Sunday, January 31, 2010

Saying Good-Bye to Our Parents : BoomerCafé™ … it's your place

by Joyce Zonana

The mothers of four different friends have died in the past month, and my own mother, 88, has turned her face to the wall.

“I’m finished,” she says when I urge her to join me for a walk in the park that stretches invitingly just outside her windows. “I’ve had enough.” Although The New York Times recently published a story on adventure travel for seniors (90 and hiking in South Africa, 89 and wing-walking across the Atlantic), my mother will have none of it.

“I could do that,” she assures me, “but now I am too tired.”

Ten years ago, when she was 78, my mother had spent a decade nursing my father through his advanced Parkinson’s disease: bathing, dressing, and feeding him devotedly. Until the very end, she sat beside her husband of more than fifty years, urging him to eat, holding spoonfuls of ice cream to his lips, singing, cajoling, clinging to his dwindling presence. After his death, we feared she might fall into despair, but following a year of deep mourning, she rallied – planting a garden, swimming daily, making new friends, and exploring New Orleans, the city she had moved to to be near me.

But now, after relocating in the wake of Hurricane Katrina, her usual fortitude has crumbled. She does not have any major illness, no life-threatening disease, but chronic pain and the beginnings of dementia have debilitated her. A woman who never before buckled in the face of adversity—anti-Semitism in her native Egypt, immigration, privation, a cruel mother-in-law, rebellious American children—she insists her time is over.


■ Action item ■
In the records below, some lines hold the word "JSON". Copy each of those lines.

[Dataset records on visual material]
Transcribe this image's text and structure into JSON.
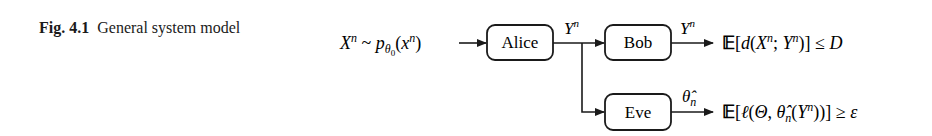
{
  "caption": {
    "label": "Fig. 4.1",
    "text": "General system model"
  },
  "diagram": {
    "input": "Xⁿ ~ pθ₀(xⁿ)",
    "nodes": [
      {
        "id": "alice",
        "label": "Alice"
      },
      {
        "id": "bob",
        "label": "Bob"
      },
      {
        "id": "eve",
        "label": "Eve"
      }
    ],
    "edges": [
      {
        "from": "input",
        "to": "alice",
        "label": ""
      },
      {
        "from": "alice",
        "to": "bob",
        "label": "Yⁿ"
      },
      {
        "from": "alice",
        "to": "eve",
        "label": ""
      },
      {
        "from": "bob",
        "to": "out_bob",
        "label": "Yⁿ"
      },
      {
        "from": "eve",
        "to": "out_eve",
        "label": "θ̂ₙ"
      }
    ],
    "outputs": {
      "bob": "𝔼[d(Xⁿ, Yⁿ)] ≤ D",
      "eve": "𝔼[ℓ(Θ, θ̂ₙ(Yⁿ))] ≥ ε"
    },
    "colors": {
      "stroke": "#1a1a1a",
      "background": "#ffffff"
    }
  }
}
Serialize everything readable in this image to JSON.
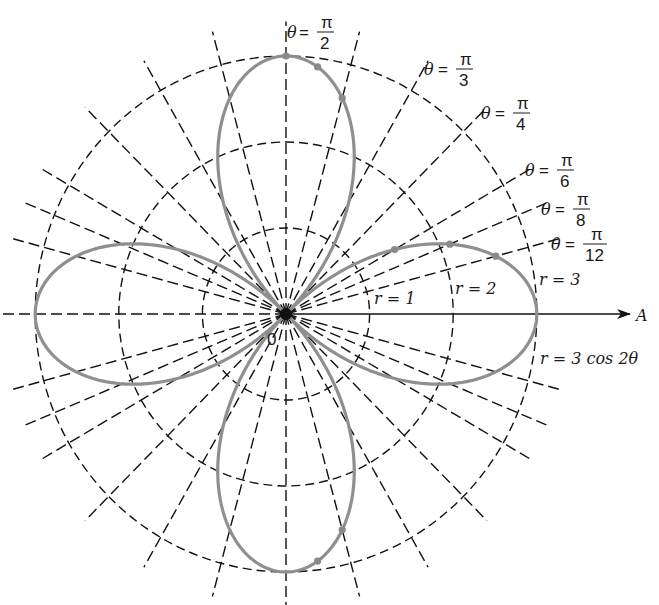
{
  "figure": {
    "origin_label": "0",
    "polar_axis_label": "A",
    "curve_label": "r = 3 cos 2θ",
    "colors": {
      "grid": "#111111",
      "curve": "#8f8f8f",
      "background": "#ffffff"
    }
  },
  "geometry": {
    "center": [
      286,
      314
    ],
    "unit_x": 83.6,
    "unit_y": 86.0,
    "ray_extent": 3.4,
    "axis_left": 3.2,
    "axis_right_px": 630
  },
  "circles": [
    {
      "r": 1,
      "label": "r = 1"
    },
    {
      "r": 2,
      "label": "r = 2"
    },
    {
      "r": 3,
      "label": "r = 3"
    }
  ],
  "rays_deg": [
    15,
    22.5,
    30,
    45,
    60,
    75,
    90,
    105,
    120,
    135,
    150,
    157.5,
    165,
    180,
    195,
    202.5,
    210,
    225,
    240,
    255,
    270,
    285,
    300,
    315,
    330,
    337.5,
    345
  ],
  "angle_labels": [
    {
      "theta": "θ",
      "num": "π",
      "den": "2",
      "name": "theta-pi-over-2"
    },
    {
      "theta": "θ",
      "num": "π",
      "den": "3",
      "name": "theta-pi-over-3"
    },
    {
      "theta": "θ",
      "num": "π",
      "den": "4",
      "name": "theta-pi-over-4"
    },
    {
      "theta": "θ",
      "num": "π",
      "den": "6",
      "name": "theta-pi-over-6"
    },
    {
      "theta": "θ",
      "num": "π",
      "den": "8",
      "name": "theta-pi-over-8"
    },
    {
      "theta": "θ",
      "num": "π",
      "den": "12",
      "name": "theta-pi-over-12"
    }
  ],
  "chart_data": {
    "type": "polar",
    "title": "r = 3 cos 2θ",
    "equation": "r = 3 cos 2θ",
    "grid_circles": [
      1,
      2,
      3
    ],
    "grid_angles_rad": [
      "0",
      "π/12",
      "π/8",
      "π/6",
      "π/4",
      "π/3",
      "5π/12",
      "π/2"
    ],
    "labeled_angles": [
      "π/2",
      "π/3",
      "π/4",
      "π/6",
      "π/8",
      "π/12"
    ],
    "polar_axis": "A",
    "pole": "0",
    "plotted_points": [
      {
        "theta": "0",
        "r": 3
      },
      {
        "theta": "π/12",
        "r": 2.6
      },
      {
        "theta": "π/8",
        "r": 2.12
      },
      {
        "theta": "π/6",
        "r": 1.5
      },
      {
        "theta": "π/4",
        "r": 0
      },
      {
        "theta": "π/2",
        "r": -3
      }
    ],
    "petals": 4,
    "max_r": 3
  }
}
* * *
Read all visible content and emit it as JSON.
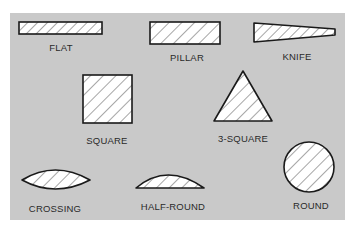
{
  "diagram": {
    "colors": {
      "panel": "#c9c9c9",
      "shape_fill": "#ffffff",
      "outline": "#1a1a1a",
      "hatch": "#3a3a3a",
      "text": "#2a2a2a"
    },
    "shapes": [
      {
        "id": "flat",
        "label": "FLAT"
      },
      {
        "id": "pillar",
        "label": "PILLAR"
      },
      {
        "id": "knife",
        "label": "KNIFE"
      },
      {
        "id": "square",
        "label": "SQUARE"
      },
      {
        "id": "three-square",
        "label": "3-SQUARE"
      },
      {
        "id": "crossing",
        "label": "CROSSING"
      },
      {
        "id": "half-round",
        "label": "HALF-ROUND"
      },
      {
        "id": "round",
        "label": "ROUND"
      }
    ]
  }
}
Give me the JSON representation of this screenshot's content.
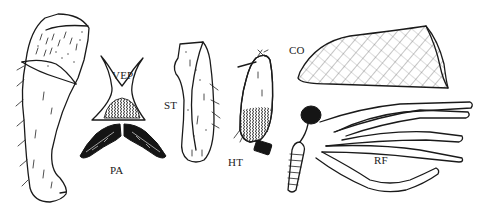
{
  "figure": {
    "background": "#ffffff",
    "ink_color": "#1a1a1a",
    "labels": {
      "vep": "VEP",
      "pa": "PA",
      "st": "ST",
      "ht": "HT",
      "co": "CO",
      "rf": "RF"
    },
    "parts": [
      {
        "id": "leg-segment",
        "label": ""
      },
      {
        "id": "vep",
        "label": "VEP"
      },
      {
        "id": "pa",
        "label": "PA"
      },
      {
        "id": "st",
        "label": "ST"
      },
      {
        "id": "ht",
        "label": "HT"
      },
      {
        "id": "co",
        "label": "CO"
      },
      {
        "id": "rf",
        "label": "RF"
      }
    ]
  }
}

■ Solution to this problem ■
Transcribe this image's text and structure into JSON.
Serialize everything readable in this image to JSON.
Read all visible content and emit it as JSON.
Give me the JSON representation of this screenshot's content.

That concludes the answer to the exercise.